For Immediate Release

Contact: Taylor Haulsee

 

WASHINGTON — Speaker Johnson joined Hugh Hewitt this morning to discuss the topline spending agreement and Biden’s border crisis.

 

Below are excerpts from the interview.

 

Click here to listen to the Speaker’s interview

 

On the spending deal:

 

“This is actually a good deal. It’s not the deal that you and I would construct right from the beginning, but everybody has to remember, we will literally have this month, the smallest majority in the history of the U.S. Congress. I think there was one Congress, the 65th Congress in 1917, a hundred seven years ago, that had a smaller margin. We’ll be down to a one vote margin Hugh. So, we have to deal in the realm of reality. We only control one half of one third of the federal government, right? One chamber of Congress. So, under those circumstances, we got a really good deal here. It’s the first cut to non-defense spending in many years. It significantly cuts the side agreements that were negotiated last year under the Fiscal Responsibility Act, the FRA, and replaces that with $16 billion in real spending cuts. We took $10 billion more out of the IRS flush fund that the Biden Administration fought so hard for. We took $16 billion total, but $6.1 of that comes from the Covid-era slush fund. We got a lot of money for the taxpayers saved here, and at the end of the day, we got more for defense, and we cut non-defense discretionary spending. That’s always been a priority of ours.
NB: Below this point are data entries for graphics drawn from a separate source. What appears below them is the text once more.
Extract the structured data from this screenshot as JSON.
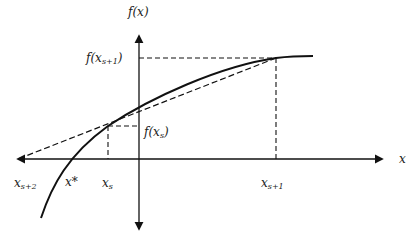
{
  "axes": {
    "x_label": "x",
    "y_label": "f(x)"
  },
  "points": {
    "x_s": {
      "label_base": "x",
      "label_sub": "s"
    },
    "x_s1": {
      "label_base": "x",
      "label_sub": "s+1"
    },
    "x_s2": {
      "label_base": "x",
      "label_sub": "s+2"
    },
    "x_star": {
      "label": "x*"
    }
  },
  "function_values": {
    "f_x_s": {
      "prefix": "f(x",
      "sub": "s",
      "suffix": ")"
    },
    "f_x_s1": {
      "prefix": "f(x",
      "sub": "s+1",
      "suffix": ")"
    }
  },
  "colors": {
    "stroke": "#111111",
    "background": "#ffffff"
  }
}
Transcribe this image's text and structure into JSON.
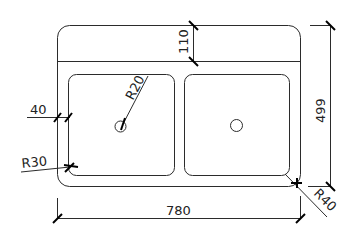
{
  "drawing": {
    "title": "Double bowl sink plan view",
    "units": "mm",
    "colors": {
      "line": "#2b2b2b",
      "tick": "#000000",
      "text": "#222222",
      "background": "#ffffff"
    },
    "dimensions": {
      "overall_width": "780",
      "overall_depth": "499",
      "back_ledge": "110",
      "side_margin": "40",
      "drain_radius": "R20",
      "bowl_corner_radius": "R30",
      "outer_corner_radius": "R40"
    },
    "components": {
      "outer_outline": "sink-outline",
      "back_ledge_line": "ledge-divider",
      "left_bowl": "bowl-left",
      "right_bowl": "bowl-right",
      "left_drain": "drain-left",
      "right_drain": "drain-right"
    }
  }
}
And that’s what we, that’s what we are handed here.”

 

On fixing Biden’s border crisis:

 

“We passed H.R. 2 almost eight months ago, and that was our signature piece of legislation that secured the border, because we restored the remain in Mexico policy that worked so effectively under the Trump administration. We ended the catch and release program. You know, Secretary Mayorkas has admitted over the last week that 85% of the people that are coming across that border illegally are just released into the country. And I took 64 House Republicans down to Eagle Pass at the epicenter just last week and saw it with our own two eyes. It is an absolute catastrophe. So we’ve got to restore those policies that work. We do need to rebuild the wall, and we need to make sense of the asylum process and the and the parole process that are broken. And that’s what our bill did. It’s been sitting on Chuck Schumer’s desk for that many months collecting dust. Right now, there’s a negotiation in the Senate, between the White House and the Senate, on some sort of proposal that would solve this. But we have yet to see the text of it. And I’ll just say I’m cautiously optimistic here. We’ll have to see what develops.”